One of the hardest things about being a mermaid is making it look easy.
When she’s working with photographers and, as head mermaid at FreeDive Aotearoa, this comes up a lot for Sacha Williamson, she must look at ease despite the cold. Even when her eyes sting in the salty water and her tail is threatening to drag her down, she must float fish-like, elegant and carefree.
Reality versus fantasy is hilarious, Sacha laughs. “It’s the most brutal sport I’ve ever done and I have been a commercial diver, welding underwater. “This is, for real, the hardest thing; I have to look like I'm not pained, in cold water, with no wetsuit and no mask. My eyes sore and then they want me to get back in the water for another photograph and to look nice...”
But she manages. With a flick of her iridescent tail and a swoosh of her arms, she weaves and curls around light shafts piercing the sea’s surface, making it look easy.

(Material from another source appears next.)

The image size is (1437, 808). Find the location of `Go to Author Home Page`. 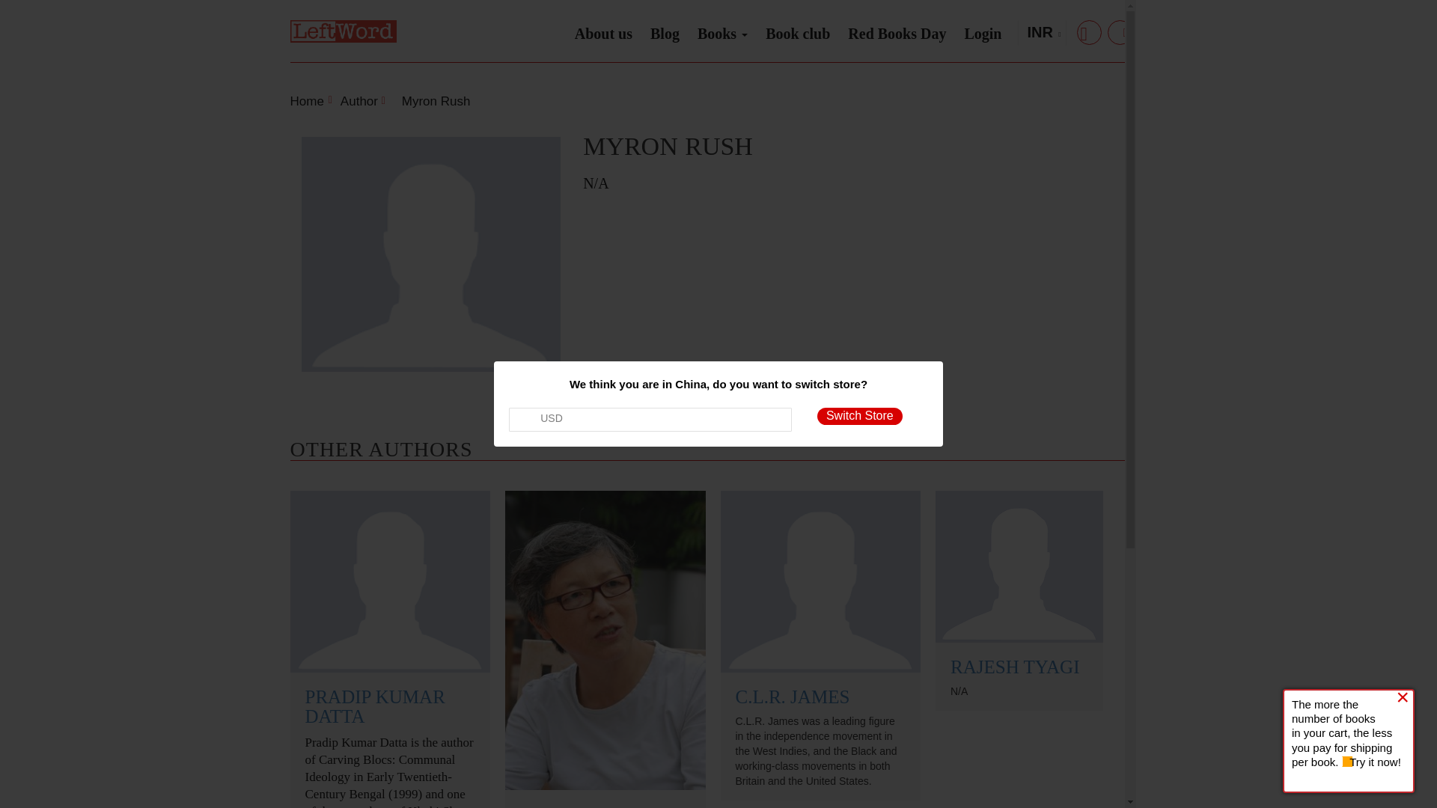

Go to Author Home Page is located at coordinates (361, 101).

Her Tutukākā-based free dive school includes taking clients – with and without mermaid tails – out to the famously beautiful Poor Knights Islands; she and her team also offer ocean resilience courses which focus on deepening understanding of, and connection with, the sea. These education programmes have extended into school and tertiary environments; she’s passionate about the regenerative practices and sustainability messaging that goes hand-in-hand with learning about survival at sea. She’s passionate about everything ocean; she’s positively salty.
Sacha was a commercial diver for many years, fixing ship hulls and marine infrastructure, working in aid situations in the Pacific, doing “very grunty, masculine work.” Wanting to draw attention to the health needs of the ocean she switched, ten years ago, to scuba instructing and then to freediving, first as a practitioner and then as an advanced-level instructor.

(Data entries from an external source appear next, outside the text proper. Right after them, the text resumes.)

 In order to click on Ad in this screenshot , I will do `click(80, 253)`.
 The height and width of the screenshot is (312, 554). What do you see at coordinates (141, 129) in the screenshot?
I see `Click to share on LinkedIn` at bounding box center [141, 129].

While not every freediver is tempted to don a mermaid tail, the fact that Sacha is mother to three girls made that watery leap inevitable. “I tried to have a neutral home!” she laughs. “Then I realised my house was full of pink and fluff and sequins, and when they started swimming, they wanted mermaid tails, and I said yeah, of course you can!”
But it’s not only young girls and their mothers who like to mermaid. It’s quite the worldwide phenomenon; many of her clients are overseas tourists and around 70% are adult. They are predominantly female, but not all.

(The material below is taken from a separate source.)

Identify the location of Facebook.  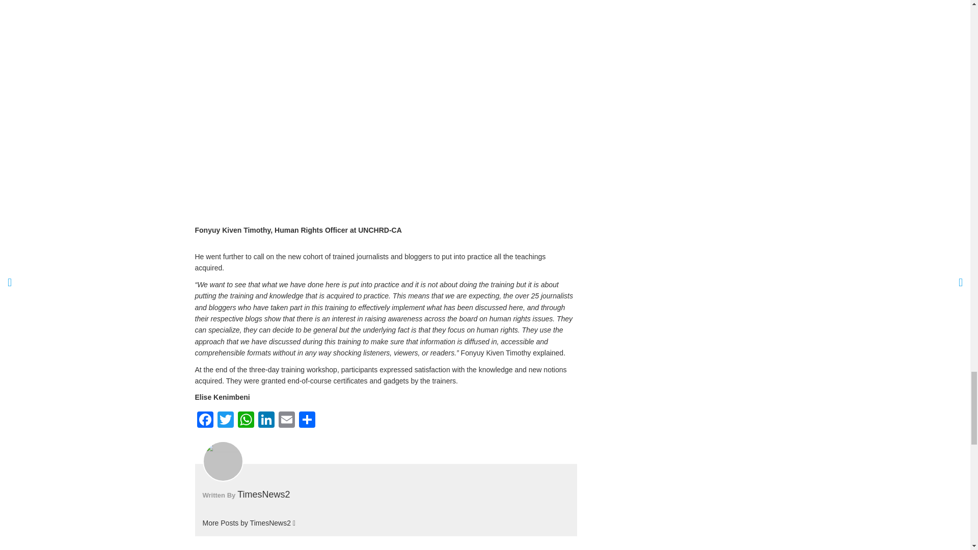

“One of my favourite things is to see dads just throw caution out, get in the pool with their kid and have fun. I love to see their big grins.”
As well as the fun factor, it’s liberating – and has a potent element of enchantment to it. “Something magic happens when you go into the water.”
Every body looks good in a tail, she says, and with the loss of gravity comes a graceful, easy freedom of movement.
Swimming with a tail is also extremely efficient, as demonstrated by fish! The deepest discipline of freediving involves using a mono-fin.
“It’s incredibly powerful. You can feel the torque of a mono-fin, when you’ve got the proper one fitted, it’s amazing.”
It takes a lot of training to get to the point of mono-fin freediving in a mermaid tail between offshore islands, though. Many swimmers will be satisfied with an estuary experience, happy to splash droplets from the scales of a glistening tail or to pose on a pool edge for a photo. Others go on to advanced training, keen to hold their breath underwater for long enough to feel like they belong there, to swish through the deep among the fish and kelp. Some want to stay. People have been known to quit high-powered corporate lives to become mermaid instructors.
For Sacha, who has made a life of being in the sea, fleeing an office job for a life as a mermaid makes complete sense.
“It feels like coming home for me. It’s just incredible, the feeling of being in water. I love everything to do with being in water. It wants for nothing. You’re just in that moment, with ease.”